Tucked away in a corner of my guest room, there is a stack of worn-out photo albums. Inside them, pictures of my family: my childhood, my parents, my grandparents, sometimes at home, sometimes in strange and unpredictable places. My own family preserved remarkably little of this material, which I regret, so I am always delighted when I enter the home of a friend and find there a wall with a long series of pictures: grandparents and great-grandparents and even a few more remote kin, solemn under the gaze of the camera in their stiff suits and flowing dresses.

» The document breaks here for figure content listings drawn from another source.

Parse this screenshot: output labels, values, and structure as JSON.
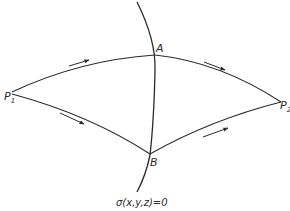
{
  "diagram": {
    "stroke_color": "#2a2a2a",
    "background": "#ffffff",
    "points": {
      "P1": {
        "label": "P",
        "subscript": "1"
      },
      "P2": {
        "label": "P",
        "subscript": "2"
      },
      "A": {
        "label": "A"
      },
      "B": {
        "label": "B"
      }
    },
    "surface_label": "σ(x,y,z)=0",
    "paths": [
      {
        "name": "upper-path",
        "from": "P1",
        "via": "A",
        "to": "P2"
      },
      {
        "name": "lower-path",
        "from": "P1",
        "via": "B",
        "to": "P2"
      }
    ],
    "arrows": [
      {
        "name": "arrow-p1-a",
        "direction": "P1→A"
      },
      {
        "name": "arrow-a-p2",
        "direction": "A→P2"
      },
      {
        "name": "arrow-p1-b",
        "direction": "P1→B"
      },
      {
        "name": "arrow-b-p2",
        "direction": "B→P2"
      }
    ]
  }
}
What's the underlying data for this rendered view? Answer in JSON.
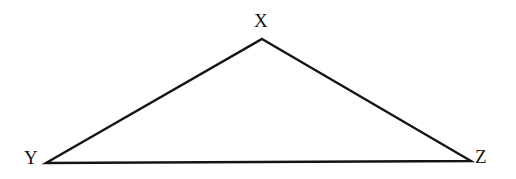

I like to gaze into their eyes and wonder: who were these people, and what heritage did they pass down to the people I now love?
Today’s readings bring us the opening of the Gospel of Matthew, which contains the genealogy of Jesus. Scripture contains many such genealogies, long lists of archaic names offered with (at most) spare comment: the dreaded “begats.” Most readers either explore them by delving into the stories of each person, to see what might be implied, or skip over them entirely. But today, I found myself transfixed by that verb: begat.
Those genealogies are in there because they make a claim: Our actions have consequences. Who we are and what we do matter. And they matter in ways which are unpredictable. Rahab is included in the genealogy of Jesus not because she was a harlot, but because she courageously used her position (as a harlot) to help the people of Israel enter the Promised Land. She did not allow her degradation to define her, but conducted herself in a way which ensured she’d be remembered not, as a harlot, but as a heroine. As Paul Claudel reminds us, “God writes straight with crooked lines.”
What will this situation that we are in beget? That speculation is much in our minds these days, as we take stock of where we are, of who we have been, of what it might look like to ease ourselves out of quarantine. What forms will our lives take? How have our collective actions helped to precipitate this crisis, and what changes could we embrace to make our society more just, our air and water more clean? Will we change at all?
Those questions are real, because our choices are real. If you keep reading in today’s Gospel, you come to these
words: In those days, John the Baptist appeared in the wilderness of Judea, proclaiming, ‘Repent, for the kingdom of heaven has come near’…Then the people of Jerusalem and all Judea were going out to him….and they were baptized by him in the river Jordan, confessing their sins. (Matthew 3:1-2, 5-6). And so we are pointed to the double nature of our history: that what we do and what we inherit has real weight, weight which shapes who we are, how we live, and the nature of this world, and that by the grace of God, history does not have the final word. We are not caught in some pagan universe, with its inevitable decline from Age of Gold to Age of Silver to Age of Bronze. Rather, we are in a world shaped by the life, death, and resurrection of Christ; a world in which what has been broken may be made whole, and what has been lost may be redeemed. We can repent, and be made clean, and try again. It is a mystery — the mystery — of grace.
A few days ago, my friend Mo drew my attention to a passage from Krista Tippett, who writes, “Mystery is the crux of religion. Mystery resists absolutes. It can hold truth and compassion and open possibility in a relationship. If mystery is real, even more real than what we can touch with our five senses, uncertainty and ambiguity are blessed. We have to live in that and struggle with its complexities together. Mystery acknowledged is, paradoxically, humanizing.” (From Speaking of Faith.)
And so we, just like those men and women of old, have been given freedom: freedom to choose how we will be, whether we will allow this time of suffering to nudge us more deeply into the ways of God. How will you embrace the mystery today? What will you invite God to do in you?